Tribe Live: by Debra Erdley

The West Overton Village and Museum wants to take America's craft distilling explosion back to its roots.

The museum just outside Scottdale in East Huntingdon will open a craft distillery this year. It will be in the historic village where Abraham Overholt first distilled rye whiskey in 1803 at the epicenter of the region that a decade earlier gave rise to the revolt known as the Whiskey Rebellion.

Museum officials said the plan, two years in the making, took a giant step forward last month when the state Liquor Control Board granted West Overton Distilling Co. LLC, a limited-production license. The license permits the facility to distill up to 100,000 bottles of whiskey a year.

When production resumes, West Overton will become the second of seven federally designated historical sites on the American Whiskey Trail to distill spirits. The only other historical site that produces whiskey is at Mount Vernon, George Washington's Virginia estate.

“We always felt the distillery was the story of West Overton,” said Rob Ferguson, president of West Overton's board of directors. “There are other stories here as well, but West Overton grew up around the distillery. Our goal and business plan mirror that of Abraham Overholt's during the 1800s when estate-distilled Old Farm was the rye whiskey of choice.”
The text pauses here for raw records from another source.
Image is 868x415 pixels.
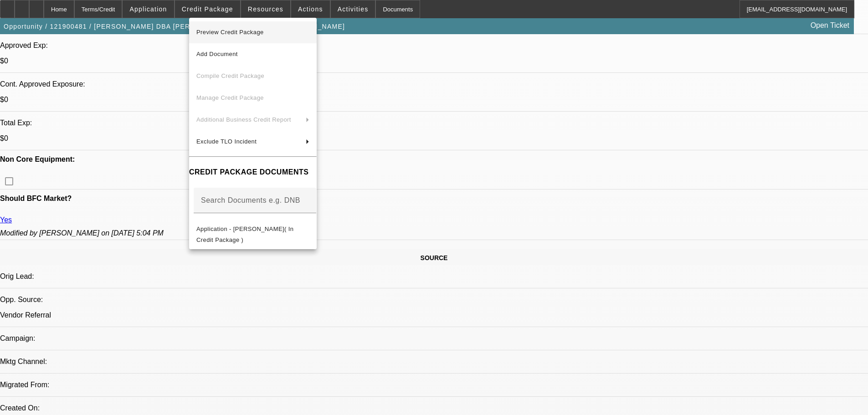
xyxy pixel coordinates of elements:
[196,138,257,144] span: Exclude TLO Incident
[189,167,317,178] h4: CREDIT PACKAGE DOCUMENTS
[196,29,264,36] span: Preview Credit Package
[196,226,293,243] span: Application - [PERSON_NAME]( In Credit Package )
[196,50,238,57] span: Add Document
[201,196,300,204] mat-label: Search Documents e.g. DNB
[189,224,317,245] button: Application - Juan D Vasquez( In Credit Package )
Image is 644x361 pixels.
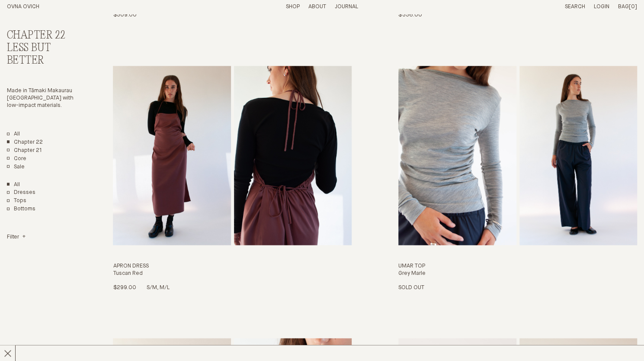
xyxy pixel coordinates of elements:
[629,4,637,10] span: [0]
[594,4,610,10] a: Login
[7,189,35,196] a: Dresses
[7,4,39,10] a: Home
[7,197,26,204] a: Tops
[160,285,169,290] span: M/L
[146,285,160,290] span: S/M
[7,147,42,154] a: Chapter 21
[7,42,80,67] h3: Less But Better
[113,12,136,19] p: $309.00
[398,12,422,19] p: $336.00
[7,155,26,162] a: Core
[335,4,358,10] a: Journal
[7,130,20,138] a: All
[113,262,352,269] h3: Apron Dress
[7,29,80,42] h2: Chapter 22
[309,3,326,11] summary: About
[7,139,43,146] a: Chapter 22
[398,262,637,269] h3: Umar Top
[113,269,352,277] h4: Tuscan Red
[113,66,231,245] img: Apron Dress
[7,181,20,188] a: Show All
[7,205,35,213] a: Bottoms
[565,4,585,10] a: Search
[113,284,136,291] p: $299.00
[398,66,637,291] a: Umar Top
[398,269,637,277] h4: Grey Marle
[618,4,629,10] span: Bag
[286,4,300,10] a: Shop
[398,66,516,245] img: Umar Top
[113,66,352,291] a: Apron Dress
[398,284,424,291] p: Sold Out
[7,163,25,171] a: Sale
[7,234,26,241] summary: Filter
[7,88,80,109] p: Made in Tāmaki Makaurau [GEOGRAPHIC_DATA] with low-impact materials.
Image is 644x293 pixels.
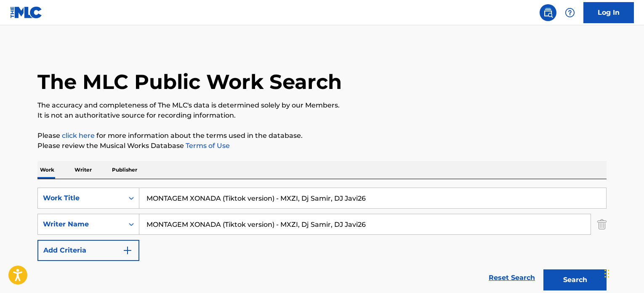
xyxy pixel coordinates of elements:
a: Reset Search [484,268,539,287]
div: Writer Name [43,219,119,229]
p: Please review the Musical Works Database [37,141,607,151]
div: Work Title [43,193,119,203]
p: Please for more information about the terms used in the database. [37,131,607,141]
div: Drag [604,261,610,286]
div: Help [561,4,578,21]
img: Delete Criterion [597,214,607,235]
a: Log In [583,2,634,23]
p: Publisher [109,161,140,179]
img: search [543,8,553,18]
a: click here [62,131,95,139]
p: Work [37,161,57,179]
img: help [565,8,575,18]
p: Writer [72,161,94,179]
p: It is not an authoritative source for recording information. [37,110,607,121]
p: The accuracy and completeness of The MLC's data is determined solely by our Members. [37,100,607,110]
a: Public Search [540,4,557,21]
iframe: Chat Widget [602,252,644,293]
a: Terms of Use [184,142,230,150]
button: Search [543,269,607,290]
iframe: Resource Center [620,180,644,248]
button: Add Criteria [37,240,139,261]
img: MLC Logo [10,6,42,19]
h1: The MLC Public Work Search [37,69,342,94]
img: 9d2ae6d4665cec9f34b9.svg [123,245,132,255]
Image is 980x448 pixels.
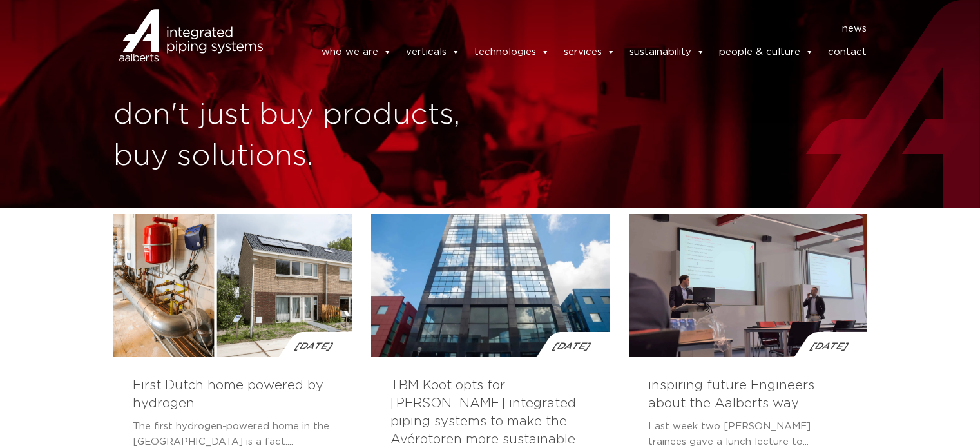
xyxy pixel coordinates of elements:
[321,39,391,65] a: who we are
[629,39,705,65] a: sustainability
[536,332,610,358] div: [DATE]
[282,19,868,39] nav: Menu
[648,379,814,410] a: inspiring future Engineers about the Aalberts way
[794,332,868,358] div: [DATE]
[474,39,550,65] a: technologies
[842,19,867,39] a: news
[564,39,616,65] a: services
[113,95,484,178] h1: don't just buy products, buy solutions.
[133,379,324,410] a: First Dutch home powered by hydrogen
[406,39,460,65] a: verticals
[828,39,867,65] a: contact
[391,379,576,447] a: TBM Koot opts for [PERSON_NAME] integrated piping systems to make the Avérotoren more sustainable
[278,332,353,358] div: [DATE]
[719,39,814,65] a: people & culture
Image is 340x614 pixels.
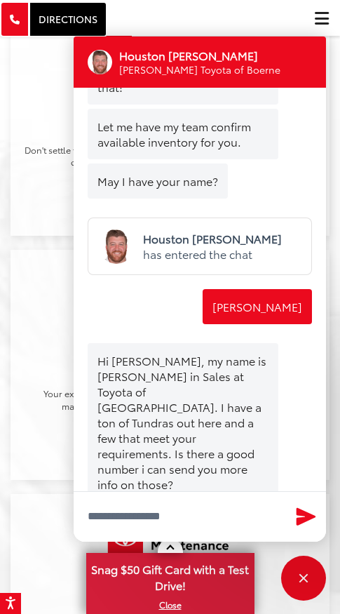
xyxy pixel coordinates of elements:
div: Operator Image [88,50,112,74]
div: [PERSON_NAME] [203,289,312,324]
img: 8da17bd6-e8a9-11ef-ba90-07203ebf8b3a-1744996729_1617.png [99,229,134,264]
p: Houston [PERSON_NAME] [119,48,280,63]
div: Let me have my team confirm available inventory for you. [88,109,278,159]
div: Hi [PERSON_NAME], my name is [PERSON_NAME] in Sales at Toyota of [GEOGRAPHIC_DATA]. I have a ton ... [88,343,278,501]
p: [PERSON_NAME] Toyota of Boerne [119,63,280,76]
p: Don't settle for less. Insist on Toyota Genuine Parts. Toyota owners can depend on your vehicle f... [25,144,316,169]
textarea: Type your message [74,491,326,541]
div: Close [281,555,326,600]
span: has entered the chat [143,245,252,262]
span: Snag $50 Gift Card with a Test Drive! [88,554,253,597]
div: Operator Name [119,48,297,63]
button: Send Message [291,502,321,531]
div: May I have your name? [88,163,228,198]
p: Houston [PERSON_NAME] [143,231,282,246]
div: Operator Title [119,63,297,76]
a: Directions [29,1,107,37]
button: Toggle Chat Window [281,555,326,600]
p: Your exceptional experience starts with ToyotaCare, a no cost maintenance plan with 24-hour roads... [25,387,316,412]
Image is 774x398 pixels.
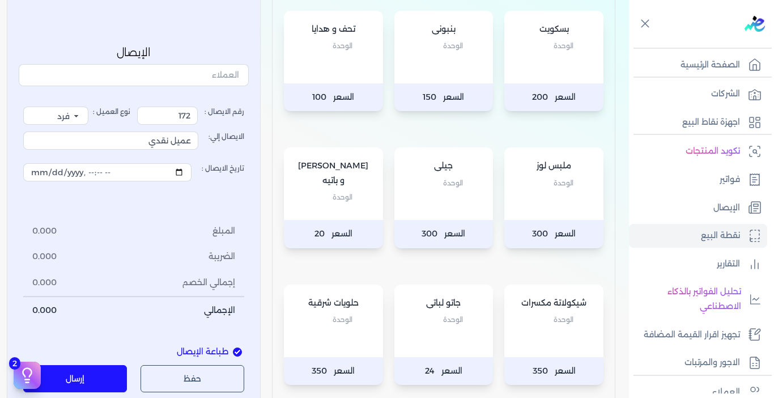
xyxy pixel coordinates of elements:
p: السعر [504,83,603,112]
label: رقم الايصال : [137,106,244,125]
p: التقارير [717,257,740,271]
span: 350 [532,364,548,378]
span: 150 [423,90,436,105]
p: حلويات شرقية [295,296,372,310]
span: 100 [312,90,326,105]
a: تكويد المنتجات [629,139,767,163]
a: نقطة البيع [629,224,767,248]
button: إرسال [23,365,127,392]
a: فواتير [629,168,767,191]
p: تجهيز اقرار القيمة المضافة [644,327,740,342]
p: اجهزة نقاط البيع [682,115,740,130]
span: الضريبة [208,251,235,263]
p: ملبس لوز [515,159,592,173]
span: الوحدة [553,312,573,327]
a: الإيصال [629,196,767,220]
input: الايصال إلي: [23,131,198,150]
p: شيكولاتة مكسرات [515,296,592,310]
label: الايصال إلي: [23,125,244,156]
img: logo [744,16,765,32]
p: الشركات [711,87,740,101]
a: تحليل الفواتير بالذكاء الاصطناعي [629,280,767,318]
span: 20 [314,227,325,241]
input: العملاء [19,65,249,86]
input: طباعة الإيصال [233,347,242,356]
span: 0.000 [32,225,57,237]
span: الوحدة [333,190,352,204]
span: الوحدة [553,39,573,53]
p: بسكويت [515,22,592,37]
label: تاريخ الايصال : [23,156,244,188]
a: التقارير [629,252,767,276]
a: تجهيز اقرار القيمة المضافة [629,323,767,347]
a: اجهزة نقاط البيع [629,110,767,134]
span: الوحدة [553,176,573,190]
p: السعر [284,357,383,385]
span: إجمالي الخصم [182,276,235,289]
p: السعر [504,357,603,385]
button: حفظ [140,365,244,392]
p: جاتو لباتى [406,296,482,310]
span: 350 [312,364,327,378]
p: الاجور والمرتبات [684,355,740,370]
p: تحليل الفواتير بالذكاء الاصطناعي [634,284,741,313]
p: السعر [394,357,493,385]
p: الصفحة الرئيسية [680,58,740,73]
span: المبلغ [212,225,235,237]
span: الإجمالي [204,304,235,317]
p: السعر [394,220,493,248]
span: طباعة الإيصال [177,346,228,359]
p: الإيصال [713,201,740,215]
span: 0.000 [32,304,57,317]
span: 300 [421,227,437,241]
button: العملاء [19,65,249,91]
span: 2 [9,357,20,369]
p: نقطة البيع [701,228,740,243]
p: السعر [284,83,383,112]
p: جيلى [406,159,482,173]
a: الاجور والمرتبات [629,351,767,374]
p: تكويد المنتجات [685,144,740,159]
span: الوحدة [443,39,463,53]
span: الوحدة [443,312,463,327]
a: الشركات [629,82,767,106]
a: الصفحة الرئيسية [629,53,767,77]
button: 2 [14,361,41,389]
p: السعر [504,220,603,248]
select: نوع العميل : [23,106,88,125]
span: 0.000 [32,276,57,289]
span: 24 [425,364,434,378]
span: 200 [532,90,548,105]
p: السعر [284,220,383,248]
p: [PERSON_NAME] و باتيه [295,159,372,188]
span: الوحدة [333,39,352,53]
input: رقم الايصال : [137,106,198,125]
p: فواتير [719,172,740,187]
span: 0.000 [32,251,57,263]
p: بنبونى [406,22,482,37]
label: نوع العميل : [23,106,130,125]
span: الوحدة [443,176,463,190]
p: تحف و هدايا [295,22,372,37]
span: 300 [532,227,548,241]
p: السعر [394,83,493,112]
p: الإيصال [19,45,249,60]
input: تاريخ الايصال : [23,163,191,181]
span: الوحدة [333,312,352,327]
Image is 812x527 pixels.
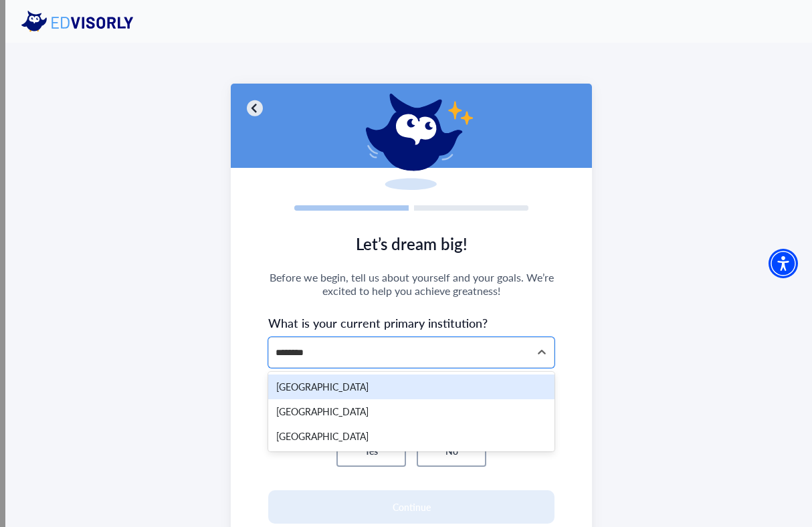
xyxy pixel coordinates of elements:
span: Before we begin, tell us about yourself and your goals. We’re excited to help you achieve greatness! [268,271,555,298]
div: [GEOGRAPHIC_DATA] [268,375,555,400]
img: eddy logo [22,10,144,32]
img: chevron-left-circle [247,100,263,117]
img: eddy-sparkles [366,94,473,190]
span: Let’s dream big! [268,232,555,255]
div: [GEOGRAPHIC_DATA] [268,400,555,424]
div: [GEOGRAPHIC_DATA] [268,424,555,449]
div: Accessibility Menu [769,249,799,278]
span: What is your current primary institution? [268,314,555,332]
input: Text field [275,346,307,360]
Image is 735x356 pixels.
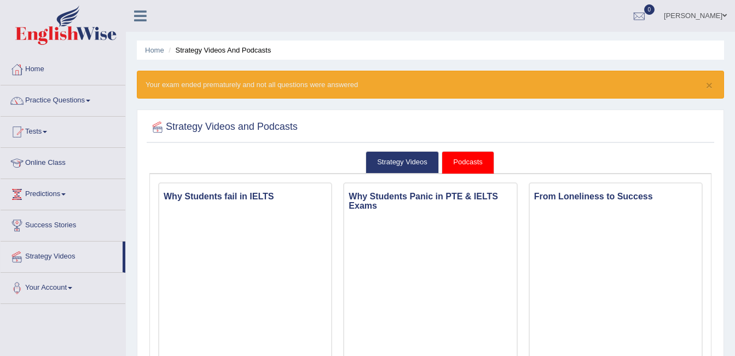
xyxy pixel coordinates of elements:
a: Online Class [1,148,125,175]
button: × [706,79,712,91]
a: Tests [1,117,125,144]
h3: From Loneliness to Success [530,189,701,204]
a: Strategy Videos [365,151,439,173]
a: Podcasts [442,151,494,173]
span: 0 [644,4,655,15]
h3: Why Students fail in IELTS [159,189,331,204]
a: Practice Questions [1,85,125,113]
h2: Strategy Videos and Podcasts [149,119,298,135]
a: Home [145,46,164,54]
a: Home [1,54,125,82]
div: Your exam ended prematurely and not all questions were answered [137,71,724,98]
h3: Why Students Panic in PTE & IELTS Exams [344,189,516,213]
a: Strategy Videos [1,241,123,269]
a: Your Account [1,272,125,300]
a: Predictions [1,179,125,206]
li: Strategy Videos and Podcasts [166,45,271,55]
a: Success Stories [1,210,125,237]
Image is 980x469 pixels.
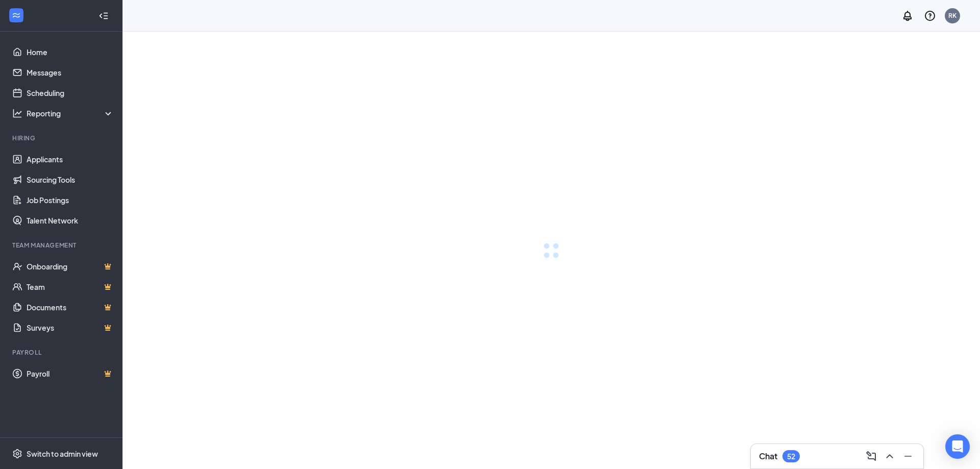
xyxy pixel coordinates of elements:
[787,452,795,461] div: 52
[948,11,957,20] div: RK
[27,169,114,190] a: Sourcing Tools
[98,11,109,21] svg: Collapse
[884,450,896,463] svg: ChevronUp
[902,450,914,463] svg: Minimize
[12,241,112,250] div: Team Management
[945,434,970,458] div: Open Intercom Messenger
[11,10,21,21] svg: WorkstreamLogo
[27,190,114,210] a: Job Postings
[27,448,98,458] div: Switch to admin view
[12,134,112,142] div: Hiring
[27,318,114,338] a: SurveysCrown
[27,256,114,277] a: OnboardingCrown
[862,448,878,464] button: ComposeMessage
[27,364,114,383] a: PayrollCrown
[27,42,114,62] a: Home
[12,348,112,357] div: Payroll
[12,448,23,458] svg: Settings
[880,448,897,464] button: ChevronUp
[899,448,915,464] button: Minimize
[27,149,114,169] a: Applicants
[27,108,115,118] div: Reporting
[901,10,913,22] svg: Notifications
[759,451,778,462] h3: Chat
[27,297,114,318] a: DocumentsCrown
[27,83,114,103] a: Scheduling
[865,450,877,463] svg: ComposeMessage
[27,210,114,231] a: Talent Network
[12,108,23,118] svg: Analysis
[27,277,114,297] a: TeamCrown
[924,10,936,22] svg: QuestionInfo
[27,62,114,83] a: Messages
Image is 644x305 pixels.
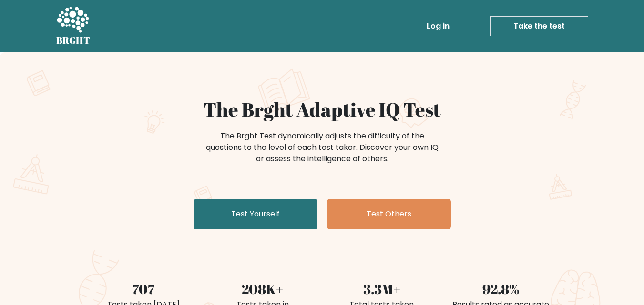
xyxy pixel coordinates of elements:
[89,98,555,121] h1: The Brght Adaptive IQ Test
[56,4,90,48] a: BRGHT
[327,199,451,229] a: Test Others
[203,130,441,165] div: The Brght Test dynamically adjusts the difficulty of the questions to the level of each test take...
[193,199,318,229] a: Test Yourself
[490,16,588,36] a: Take the test
[56,35,90,46] h5: BRGHT
[209,279,316,299] div: 208K+
[423,17,453,36] a: Log in
[89,279,197,299] div: 707
[328,279,435,299] div: 3.3M+
[447,279,555,299] div: 92.8%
West Overton Village, known as the birthplace of Pittsburgh industrialist Henry Clay Frick, includes 18 buildings dating to the early- and mid-1800s. It is open to the public during the fall and summer, when its grounds are a frequent wedding venue.

The distillery, which will be part of the interpretive tour at West Overton, is coming into production in the midst of a renaissance in American craft distilling. According to the American Craft Spirits Association, there are 800 regional craft distilleries scattered across the United States.

The West Overton Distilling Co., the nonprofit corporation formed to oversee the operation, became the 40th craft distiller licensed in Pennsylvania. There are three in Allegheny County, one in Fayette County and another in Indiana County.

Museum Director Jessica Kadie-Barclay said officials hope to build a reputation for a fine local product distilled with grains purchased from farmers a mile away.

Although the original distillery was the foundation of West Overton's development, Kadie-Barclay said it ceased operations about 100 years ago. She credited Ferguson with championing its revival.

Ferguson, a Scottdale funeral director, said the project took on new meaning for him one day when his father casually remarked, “Your great-great-grandmother would be proud of you.”

“I asked him what he meant and he said, ‘Your great-great-grandmother was an Overholt.' She was Sarah Overholt. That's been a neat, neat part of the ride,” Ferguson said.

He said many pieces had to come together to bring the project to fruition.

The museum board chartered a separate nonprofit corporation to oversee the project, hired a lawyer specializing in liquor licenses to plead its case before the liquor board and federal agencies, and engaged a second lawyer with a background in patent and trademarks to help it acquire the Old Farm designation from the Patent and Trademark Office in Washington.

The famed whiskey made headlines four years ago when a woman rehabbing a Scottdale mansion into a bed and breakfast discovered nine cases of Old Farm, bottled in 1912, hidden in the walls. Her caretaker was later charged with theft when 52 of the bottles came up empty.

Ferguson said museum officials, who also had some samples of Old Farm, sent them off to Carnegie Mellon University for analysis to help them fine-tune the recipe.

He declined to discuss startup costs for the project but said longtime West Overton supporter and volunteer Charles Fischer, of Scottdale, donated funds to underwrite the purchase of distillation equipment in memory of his wife, Mary Ellen.

A stock barn on the premises of the Village is being renovated to house the distillery.

Officials aren't saying when production will get under way. They hope the addition of the distillery will enhance the lure of the Village for so-called heritage tourists as well as whiskey aficionados.